Wednesday 26 June 2019

Real Economics, Real Politics



Social Europe


politics, economy and employment & labour


by Leonardo Costa on 24 October 2016











‘Crash and learn: should we change the way we teach economics?’ is the title of the FT article which describes the growing student rebellion in Great Britain against the way economics has been taught in recent decades. Students criticize the unrealistic assumptions of neoclassical economics and its use and abuse of mathematics. They ask for a more pluralistic approach to economics. In a recent working paper, Paul Romer criticized what he calls Post Real Dynamic Stochastic General Equilibrium (DSGE) models used by neoclassical macroeconomists – New Keynesian and New Classical – as they attribute fluctuations in aggregate variables to imaginary causal forces. Times are changing in economics as a result of the 2008 crisis, and for the better. Economists are revisiting theories such as the financial instability hypothesis of Hyman Minsky. Some basic assumptions of neoclassical macroeconomics are being challenged (see the interview given by Olivier Blanchard to the IMF Survey in 2015).

We can look at what is happening in the profession – the lively discussion, the changing views on how the economy works, the recovery of old theories, etc. – as something similar to what happened in the Italian Renaissance (Il Quattrocento), when artists revisited the classics (Greek and Roman) to criticize the contemporary art of their time and introduce innovations.
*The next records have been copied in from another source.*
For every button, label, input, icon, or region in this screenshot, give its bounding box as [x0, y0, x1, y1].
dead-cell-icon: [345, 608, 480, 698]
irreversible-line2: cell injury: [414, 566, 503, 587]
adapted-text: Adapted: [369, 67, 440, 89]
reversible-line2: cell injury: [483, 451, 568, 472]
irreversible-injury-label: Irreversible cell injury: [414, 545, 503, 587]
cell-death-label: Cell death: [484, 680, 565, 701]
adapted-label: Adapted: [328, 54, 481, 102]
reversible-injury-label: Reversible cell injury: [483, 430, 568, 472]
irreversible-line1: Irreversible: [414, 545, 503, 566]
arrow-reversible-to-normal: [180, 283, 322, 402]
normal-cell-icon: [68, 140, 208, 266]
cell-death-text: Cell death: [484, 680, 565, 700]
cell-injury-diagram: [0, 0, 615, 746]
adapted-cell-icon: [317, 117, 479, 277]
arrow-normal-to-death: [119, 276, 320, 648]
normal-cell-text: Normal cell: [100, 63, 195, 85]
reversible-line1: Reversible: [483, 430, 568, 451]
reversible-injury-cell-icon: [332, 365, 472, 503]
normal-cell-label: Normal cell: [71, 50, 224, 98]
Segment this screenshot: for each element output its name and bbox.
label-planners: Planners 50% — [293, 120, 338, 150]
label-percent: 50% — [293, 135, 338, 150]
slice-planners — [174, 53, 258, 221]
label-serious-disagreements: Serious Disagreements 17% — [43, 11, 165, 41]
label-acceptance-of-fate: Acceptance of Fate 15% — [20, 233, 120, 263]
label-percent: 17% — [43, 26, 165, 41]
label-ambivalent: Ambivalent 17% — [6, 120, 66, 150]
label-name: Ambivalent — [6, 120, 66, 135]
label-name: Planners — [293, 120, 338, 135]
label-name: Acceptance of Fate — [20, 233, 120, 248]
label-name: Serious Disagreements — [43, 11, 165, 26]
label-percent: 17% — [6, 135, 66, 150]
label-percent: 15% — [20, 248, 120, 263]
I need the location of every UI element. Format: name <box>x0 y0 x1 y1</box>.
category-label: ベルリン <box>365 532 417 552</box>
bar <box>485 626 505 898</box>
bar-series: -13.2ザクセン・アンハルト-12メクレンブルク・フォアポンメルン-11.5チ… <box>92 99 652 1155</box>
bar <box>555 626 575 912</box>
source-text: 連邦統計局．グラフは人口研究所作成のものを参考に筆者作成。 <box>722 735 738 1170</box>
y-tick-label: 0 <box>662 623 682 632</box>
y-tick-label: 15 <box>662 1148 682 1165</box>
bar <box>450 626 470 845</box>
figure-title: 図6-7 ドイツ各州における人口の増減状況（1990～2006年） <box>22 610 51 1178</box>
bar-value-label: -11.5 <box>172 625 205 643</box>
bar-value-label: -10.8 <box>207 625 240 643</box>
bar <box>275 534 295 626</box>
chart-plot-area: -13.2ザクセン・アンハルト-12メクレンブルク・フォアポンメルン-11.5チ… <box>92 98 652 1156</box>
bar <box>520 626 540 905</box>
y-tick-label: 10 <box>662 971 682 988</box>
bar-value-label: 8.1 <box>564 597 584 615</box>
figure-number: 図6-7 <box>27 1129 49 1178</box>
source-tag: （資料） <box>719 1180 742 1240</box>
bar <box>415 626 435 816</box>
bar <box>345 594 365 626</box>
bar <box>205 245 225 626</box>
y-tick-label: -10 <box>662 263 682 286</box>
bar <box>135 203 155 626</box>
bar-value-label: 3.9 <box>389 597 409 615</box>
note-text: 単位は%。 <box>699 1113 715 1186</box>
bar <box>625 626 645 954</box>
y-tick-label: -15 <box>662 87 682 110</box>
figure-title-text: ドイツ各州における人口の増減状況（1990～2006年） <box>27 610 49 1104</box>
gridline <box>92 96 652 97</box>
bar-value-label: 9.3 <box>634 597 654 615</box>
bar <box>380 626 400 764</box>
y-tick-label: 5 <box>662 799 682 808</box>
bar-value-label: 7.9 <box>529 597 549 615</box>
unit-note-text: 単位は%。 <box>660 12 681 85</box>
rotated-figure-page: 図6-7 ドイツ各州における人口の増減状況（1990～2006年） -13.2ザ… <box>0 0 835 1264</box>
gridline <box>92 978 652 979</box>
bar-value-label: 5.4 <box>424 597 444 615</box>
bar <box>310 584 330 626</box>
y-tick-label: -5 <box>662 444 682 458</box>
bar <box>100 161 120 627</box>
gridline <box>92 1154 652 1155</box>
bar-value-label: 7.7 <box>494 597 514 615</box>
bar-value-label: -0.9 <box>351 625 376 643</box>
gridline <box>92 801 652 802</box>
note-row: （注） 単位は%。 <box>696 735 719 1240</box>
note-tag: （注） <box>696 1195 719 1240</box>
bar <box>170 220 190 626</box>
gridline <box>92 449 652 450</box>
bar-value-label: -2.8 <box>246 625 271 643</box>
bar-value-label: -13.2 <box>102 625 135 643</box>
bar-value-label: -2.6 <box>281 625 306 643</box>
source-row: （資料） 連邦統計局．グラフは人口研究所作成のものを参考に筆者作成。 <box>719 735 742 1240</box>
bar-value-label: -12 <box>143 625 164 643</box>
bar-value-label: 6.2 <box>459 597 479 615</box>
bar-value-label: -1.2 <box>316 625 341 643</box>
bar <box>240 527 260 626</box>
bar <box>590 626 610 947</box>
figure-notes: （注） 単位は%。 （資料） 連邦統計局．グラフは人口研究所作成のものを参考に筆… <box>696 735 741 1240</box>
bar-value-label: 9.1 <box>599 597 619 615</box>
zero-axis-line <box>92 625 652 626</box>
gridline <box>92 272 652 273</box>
In the present discussion on economics, a few economists are revisiting the classics (Adam Smith, David Ricardo, John Stuart Mill et al) to criticize contemporary neoclassical economics and
introduce their own innovations, paving the way for a new dominant approach in economics. For example, the assumption of unlimited consumer wants is behind the general scarcity of resources postulated by neoclassical economics. The general scarcity of resources leads neoclassical economists to focus their analysis on the efficient allocation of resources. Why are consumer wants unlimited? Because neoclassical theory says they are. Whereas for classical economists, production factors such as land (or the environment today) are scarce, but not all factors are scarce. The capital is reproducible. Moreover, consumer wants are not unlimited and there is a social surplus (profits and rents) or a part of production which is not necessary for the reproduction of the existing economic system. The existence of this surplus led classical economists to focus their analysis on its distribution between productive uses (investment) and unproductive uses (luxury consumption). Moreover, neoclassical economists assume that agents pursue a self-interest that is more or less identified with selfishness. However, agents’ self-interest was to Adam Smith limited by the moral principle of sympathy and by law enforcement. Smith’s sympathy is neither selfishness nor altruism. It implies the idea of the impartial spectator; it implies fair play, concern for other human beings, the desire to be loved, and a civilized society. History of economic thought teaches us to look at economic theory as relative, because the dominant economic theories or dominant economic paradigms change throughout history.

The call today then is for the construction of a new economic theoretical framework, more scientific, more plural, with competitive paradigms, abandoning the logical positivism, integrating the views of science of Popper, Kuhn and Lakatos. The call is to have an economic theoretical framework able to analyze the economy as it is, instead of an ideal perfect economy that does not exist. The call is for more realism in economics. The call is, in some way, to recover Aristotle in economic analysis, abandoning the most extreme Platonic ideals of perfection of neoclassical economics.

Of course, there are economists in the profession who do not feel comfortable with all these changes. They do not like competition or theoretical innovations. They prefer to deny reality and/or force it to be consistent with economic theory, rather than build better economic theory to better explain reality. This is There Is No Alternative (TINA) economics. TINA economics led many politicians in Europe to support the so-called expansionary austerity over the past eight years.


Reality shows every day that austerity causes recession instead of expansion, that it does not solve the trade imbalances of the Eurozone, leading the European Union into a dead end, causing the loss of millions of euros and, more critically, affecting the future of a whole generation of young Europeans. But TINA economics only cares about the government deficit and debt. For TINA economics, when reality is not consistent with theory, it is reality that must be constrained until it becomes consistent with the theory, not the other way around. Moreover, the European neoliberal political forces, which are neither new nor liberal, saw in the financial crisis the opportunity to reduce the size of the European welfare state (see here).

TINA economics is not really a scientific theory. It is the neoliberal agenda of the Washington Consensus making use of complex mathematical models as rhetoric to show a scientific appearance. It is Post Real Economics feeding Post Real Politics, with the latter forcing the implementation of Post Real Policies (the fiscal compact) under the supervision of Post Real Institutions (the Eurogroup).